RAY MORTENSON: MEADOWLAND

L. Parker Stephenson Photographs presents representation of Ray Mortenson. This inaugural presentation at the Gallery also marks the first time Mortenson’s best known series, Meadowland (1979-1980), is exhibited as a group. Vintage prints of most of the thirty-seven images published in Lustrum Press’ lauded 1983 book will be on view. September 15 – November 26, 2016 New York

Ray Mortenson (b. 1944) has been exploring industrial zones,  isolated natural areas, and neglected urban neighborhoods along the metropolitan corridor of the United States’ Northeast since the late 1970s. In this early project, spanning 10 months from 1979-1980, Mortenson surveyed the 8,000+ acre marshland located in New Jersey a few miles from New York City. Produced during a vibrant period in American photography, following the landmark New Topographics exhibition at the George Eastman House and just prior to John Szarkowski’s American Landscapes exhibition at the Museum of Modern Art, this project offers an unguided tour of a borderland which, for over a hundred years, has straddled the complex co-existence of nature and industry. Any landscape is composed not only of what lies before our eyes but what lies within our heads. 1 Mixing personal observation with the precise detail of the documentary genre, Meadowland can now be seen as an historical marker of an economic high altered by the 1970s oil crisis and subsequent shifts in manufacturing and production in the United States. Mortenson’s fascination with entropy, neglect and decay is countered by the formal compositions of these exquisite, intimate prints.

The book, Meadowland, was one of the last publications by Ralph Gibson’s Lustrum Press (1970-1984) which published monographs of then-unknown photographers such as Larry Clark, Mary Ellen Mark and Danny Seymour.
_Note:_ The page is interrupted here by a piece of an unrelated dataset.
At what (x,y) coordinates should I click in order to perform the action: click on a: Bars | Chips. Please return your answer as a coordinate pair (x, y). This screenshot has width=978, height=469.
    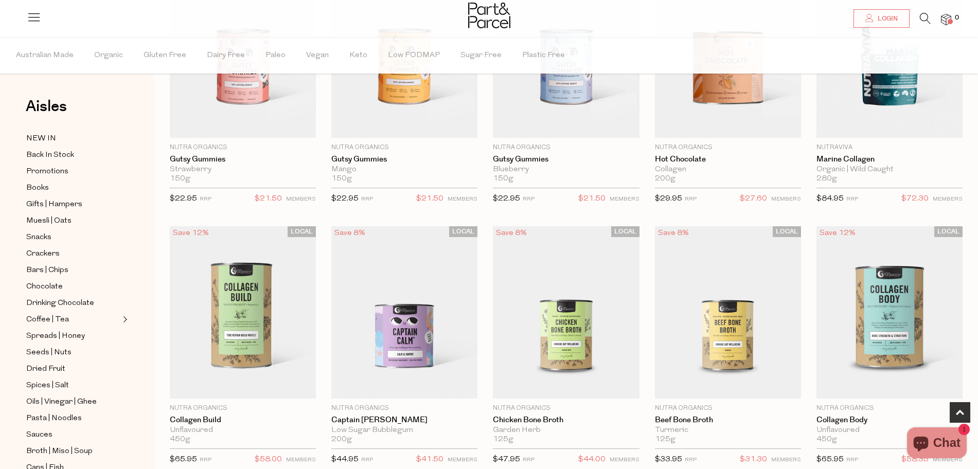
    Looking at the image, I should click on (73, 270).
Historian Gerry Badger called Lustrum “arguably the best of the small American photobook publishers of the 1970s.” Mortenson’s work is included in the permanent collections of the Addison Gallery of American Art; the Art Institute of Chicago; the Canadian Centre for Architecture; the Center for Creative Photography; the Cleveland Museum of Art; the Los Angeles County Museum of Art; the Metropolitan Museum of Art and the Museum of the City of New York, among others. He has participated in numerous solo and group exhibitions around the country since 1981.